Women don't have the killer instinct.

Neither do most men. See above.

Women aren't strong enough.

Again, I am going to break some news here: Not every soldier in combat arms is huge. We imagine them all to be jacked like Wolverine, since we so often refer to them as superheroes. There are short guys, there are naturally less strong guys, there are bad runners. Some women might not be able to fireman-carry the biggest men, but neither can the smaller guys. 

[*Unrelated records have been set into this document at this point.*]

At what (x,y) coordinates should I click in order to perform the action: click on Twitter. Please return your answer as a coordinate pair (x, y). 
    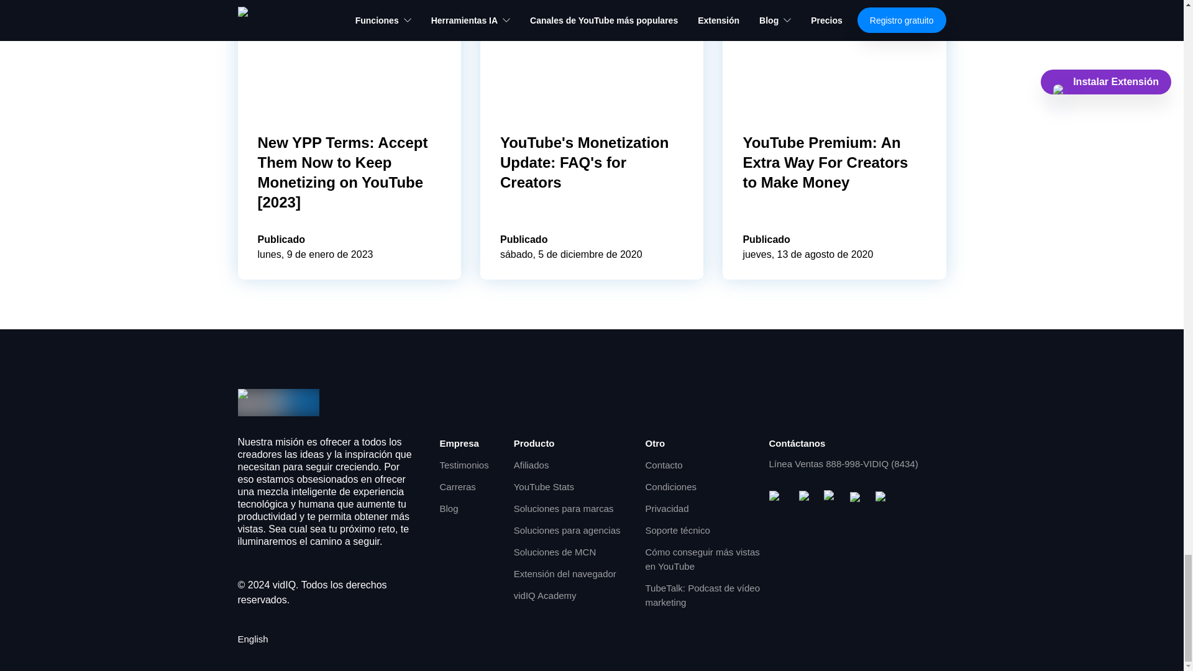
    Looking at the image, I should click on (858, 498).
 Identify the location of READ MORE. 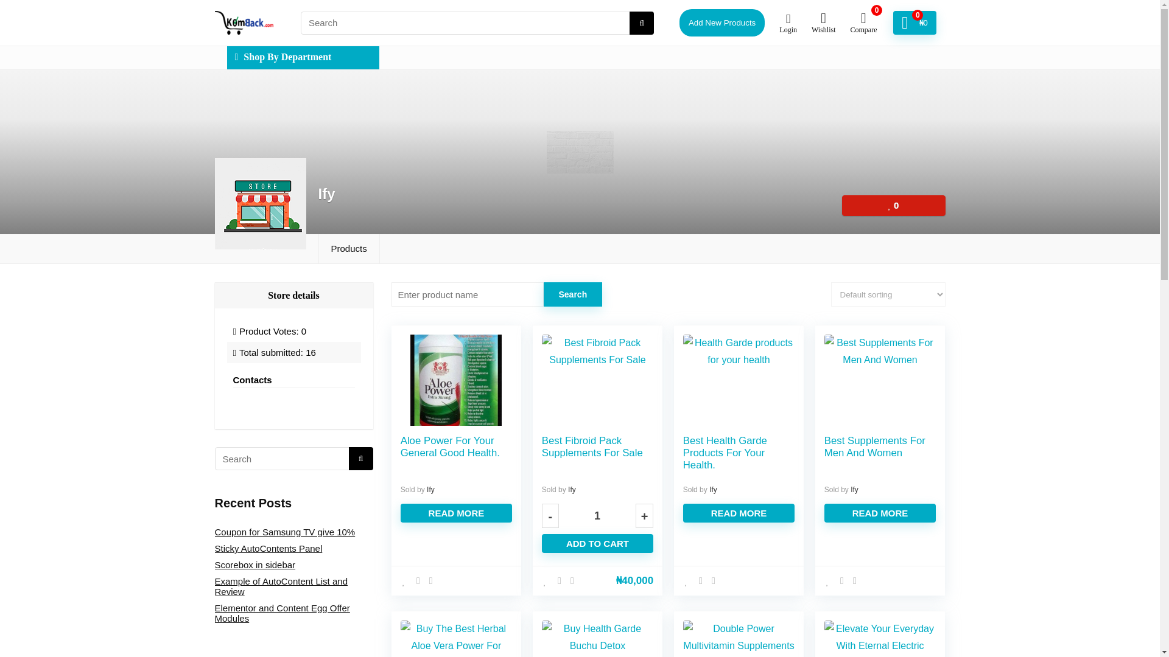
(738, 513).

To pass the Army's PT test, you get a score based on the number of pushups you do in two minutes, the number of situps you do in two minutes, and how fast you run two miles. Slow runners compensate for running up the score in the strength tests, and the less-than-burly make up for it by running really fast. If you fail the weight test you can make up for it by passing the tape test, which measures the ratio of the circumference of your belly to that of your neck and shoulders. These tactics to get a passing grade will get you certified to serve, but it should be noted that none of these things don't match up very well with what you actually have to do in combat. 

Women have periods!

People don't make this case much any more, because it is offensive. Newt Gingrich hinted at this in 1995, when he said women "females have biological problems staying in a ditch for 30 days because they get infections." This case is made by Kingsley Browne in the book Co-ed Combat: The New Evidence That Women Shouldn't Fight the Nations Wars. Browne sites surveys in which women deployed in war zones felt unclean and argues their anatomy creates an insurmountable burden. Here again I'm going to break some new: Men also pee. Men have anuses. Men have genitals. Men have balls, covered in delicate, sensitive skin. Men get rashes. Men get crotch rot. Men get "desert dick," although there is some conflict on the Internet about what that slang refers to.

Men don't want to poop in front of women.

The Wall Street Journal published an op-ed by former Marine infantryman Ryan Smith arguing that women shouldn't be in combat because the conditions are too miserable. During the 2003 invasion, Smith says:

I dunno, an infantryman once regaled me with a 15-minute story about this one massive turd -- "thick as a Pringles can" -- he pooped out in Iraq. This other guy told me about the time he pooped out an orange turd and then a dark brown turd, one right after the other, and he supposed it was related to eating Fritos. Maybe the Marines are classier than the Army, but there didn't seem to be that much embarrassment to admit the existence of poop -- and I wasn't "one of them," but a mere wife. 

"Many Marines developed dysentery from the complete lack of sanitary conditions. When an uncontrollable urge hit a Marine, he would be forced to stand, as best he could, hold an MRE bag up to his rear, and defecate inches from his seated comrade's face....

It is humiliating enough to relieve yourself in front of your male comrades; one can only imagine the humiliation of being forced to relieve yourself in front of the opposite sex."